It was the ‘ultra’ ideology that, among other things, sought to imprint ‘the Sacred Heart on the tricolour’ that lay behind much of the last-ditch violence to defend the empire and the honour of the army against the betrayal of the ‘bitch-republic’ and her soft, liberal and/or leftist politicians. The prevalence of this strain of militarist ideology among DOP (torture squad) personnel in Algiers is documented in Henri Alleg’s account of his own torture in 19574, but there was never any reason to suppose that these men had been reading treatises on guerre révolutionnaire.
In the same vein, some other errors of detail reveal a lack of attention to the specific case at hand: Hocine Aït Ahmed, one of the historic founding leaders of the FLN, is mistakenly identified as the ‘head of the MTLD’, which itself is misidentified as ‘a rival nationalist organisation to the FLN’ (80-81) rather than its precursor. Yacef Saadi, military organiser of the FLN’s Algiers ‘autonomous zone’ was never ‘the head of the ALN’, as he is presented on p.82. The location of the military staff of the 10th parachute division at Hydra, then an upscale European suburb (now the city’s diplomatic district) is misinterpreted as ‘implying that the paratroops’ role lay in operations against rural guerillas’ (85-6), a supposition that no-one in Algiers (or familiar with Algiers) could have made. The authors’ over-reliance on secondary English-language sources and French accounts such as Trinquier’s (published in 1964) is perhaps partly responsible: more recent French (let alone Algerian) works, such as Gilbert Meynier’s, are ignored.

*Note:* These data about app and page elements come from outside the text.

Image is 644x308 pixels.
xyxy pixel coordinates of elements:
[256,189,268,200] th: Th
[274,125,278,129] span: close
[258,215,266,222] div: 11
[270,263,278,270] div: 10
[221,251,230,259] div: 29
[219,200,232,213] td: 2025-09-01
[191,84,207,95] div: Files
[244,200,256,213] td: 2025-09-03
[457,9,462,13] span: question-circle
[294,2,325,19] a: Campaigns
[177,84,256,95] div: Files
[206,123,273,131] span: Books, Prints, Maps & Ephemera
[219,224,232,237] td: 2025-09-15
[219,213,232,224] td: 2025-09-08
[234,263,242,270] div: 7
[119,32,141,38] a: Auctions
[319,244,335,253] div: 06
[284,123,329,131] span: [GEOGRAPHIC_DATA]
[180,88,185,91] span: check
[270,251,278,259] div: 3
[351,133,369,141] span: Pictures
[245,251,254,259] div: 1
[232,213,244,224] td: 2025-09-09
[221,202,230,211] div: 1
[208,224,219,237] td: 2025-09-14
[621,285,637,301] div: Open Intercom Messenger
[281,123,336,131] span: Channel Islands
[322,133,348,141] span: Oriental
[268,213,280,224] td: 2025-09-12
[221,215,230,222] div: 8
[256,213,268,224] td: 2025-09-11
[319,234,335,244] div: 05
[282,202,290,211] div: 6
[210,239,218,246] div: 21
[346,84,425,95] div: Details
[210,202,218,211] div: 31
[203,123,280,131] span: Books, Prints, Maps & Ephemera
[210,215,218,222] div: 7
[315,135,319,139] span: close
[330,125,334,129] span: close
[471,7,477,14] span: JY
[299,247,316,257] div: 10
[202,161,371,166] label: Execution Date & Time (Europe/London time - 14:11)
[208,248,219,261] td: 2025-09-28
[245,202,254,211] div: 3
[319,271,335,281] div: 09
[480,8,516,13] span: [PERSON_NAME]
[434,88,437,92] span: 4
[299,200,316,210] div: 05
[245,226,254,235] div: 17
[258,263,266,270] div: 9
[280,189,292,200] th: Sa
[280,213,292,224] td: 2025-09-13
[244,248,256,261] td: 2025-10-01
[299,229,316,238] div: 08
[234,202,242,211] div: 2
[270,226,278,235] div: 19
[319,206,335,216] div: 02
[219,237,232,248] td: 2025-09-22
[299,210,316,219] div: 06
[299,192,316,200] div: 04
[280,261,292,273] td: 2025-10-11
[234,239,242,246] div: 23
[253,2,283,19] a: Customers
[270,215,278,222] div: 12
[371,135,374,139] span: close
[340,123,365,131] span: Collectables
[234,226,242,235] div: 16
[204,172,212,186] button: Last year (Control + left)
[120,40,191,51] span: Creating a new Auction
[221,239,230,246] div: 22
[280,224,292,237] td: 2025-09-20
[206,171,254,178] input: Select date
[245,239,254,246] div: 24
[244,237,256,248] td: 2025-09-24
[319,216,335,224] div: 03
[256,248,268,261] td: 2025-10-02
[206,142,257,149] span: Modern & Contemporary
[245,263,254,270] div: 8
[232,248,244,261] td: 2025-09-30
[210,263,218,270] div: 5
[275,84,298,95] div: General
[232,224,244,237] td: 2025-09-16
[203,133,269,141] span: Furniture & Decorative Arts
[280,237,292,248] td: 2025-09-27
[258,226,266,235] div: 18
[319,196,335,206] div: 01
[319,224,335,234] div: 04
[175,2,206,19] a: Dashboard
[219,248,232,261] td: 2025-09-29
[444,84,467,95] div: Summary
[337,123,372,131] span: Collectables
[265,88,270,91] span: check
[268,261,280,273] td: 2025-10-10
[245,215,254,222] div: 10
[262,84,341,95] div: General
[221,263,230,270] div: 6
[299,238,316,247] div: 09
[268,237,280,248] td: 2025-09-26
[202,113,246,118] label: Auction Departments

The authors are open about their concern with the ‘French perspective’ on their subject (71, n.12), but this lapses into their adoption, rather than analysis, of the French army’s point of view. Indeed, the ‘values’ of the authors overlap to a disturbing degree with those of their sources , and here we come to more serious problems in the unspoken suppositions underlying their presentation of evidence and the broader argument based on it. The article uncritically relies upon a distinction between ‘terrorism’, committed by the FLN, on one side, as against the ‘anti-terrorist’ actions of the paras who assumed police powers in Algiers during 1956-57, and ‘counter-terrorism’ (97) in self-defence by Europeans, on the other. There can be no basis other than that of ideological preference for such a distinction. In what respect was the bombing by the ‘ultra’ ORAF (‘French Algeria Resistance Organisation’), in the casbah on 10 August 1956, which destroyed 4 houses in the rue de Thèbes and killed between 15 and 60-the most costly single incident in the ‘Battle’, but referred to by the authors only tangentially and with an erroneous date (97, n.108)-an act of ‘counter’-terrorism, when no such massive, indiscriminate, timed bombing against civilians had yet been perpetrated by the FLN in the city?

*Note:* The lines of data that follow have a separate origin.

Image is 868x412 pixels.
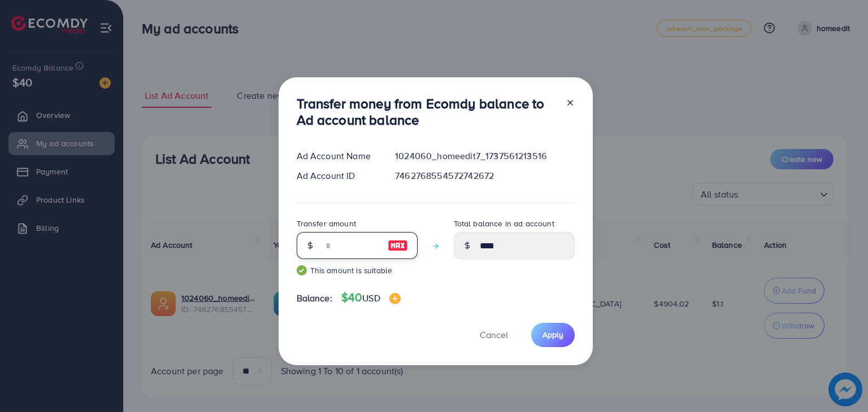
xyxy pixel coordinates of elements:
[479,329,508,341] span: Cancel
[454,218,554,229] label: Total balance in ad account
[288,149,386,162] div: Ad Account Name
[297,95,557,128] h3: Transfer money from Ecomdy balance to Ad account balance
[387,239,408,252] img: image
[386,149,583,162] div: 1024060_homeedit7_1737561213516
[297,218,356,229] label: Transfer amount
[543,329,563,340] span: Apply
[531,323,575,347] button: Apply
[297,265,307,275] img: guide
[341,290,400,305] h4: $40
[465,323,522,347] button: Cancel
[386,170,583,182] div: 7462768554572742672
[297,292,332,305] span: Balance:
[288,170,386,182] div: Ad Account ID
[362,292,380,304] span: USD
[389,293,400,304] img: image
[297,265,417,276] small: This amount is suitable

The (justly) ‘notorious’ (81) FLN bombings of the Cafetéria and Milk Bar in central Algiers on 30 September, largely a reprisal for the Rue de Thèbes, killed three. The soldiers so affected by the ‘jarring impact of the sight of the murder and mutilation of [European] civilians’ (100) by FLN atrocities that they felt torture to be necessary and justified apparently felt no such revulsion at the much more frequent sight of murdered and mutilated Algerians. Is the authors’ distinction between ‘terrorism’ and ‘counter-terrorism’, then, merely one between the violence of the dominated population, who kill fewer people themselves but whose lives are worth less, and that of the dominant, who kill more people but whose lives are worth more?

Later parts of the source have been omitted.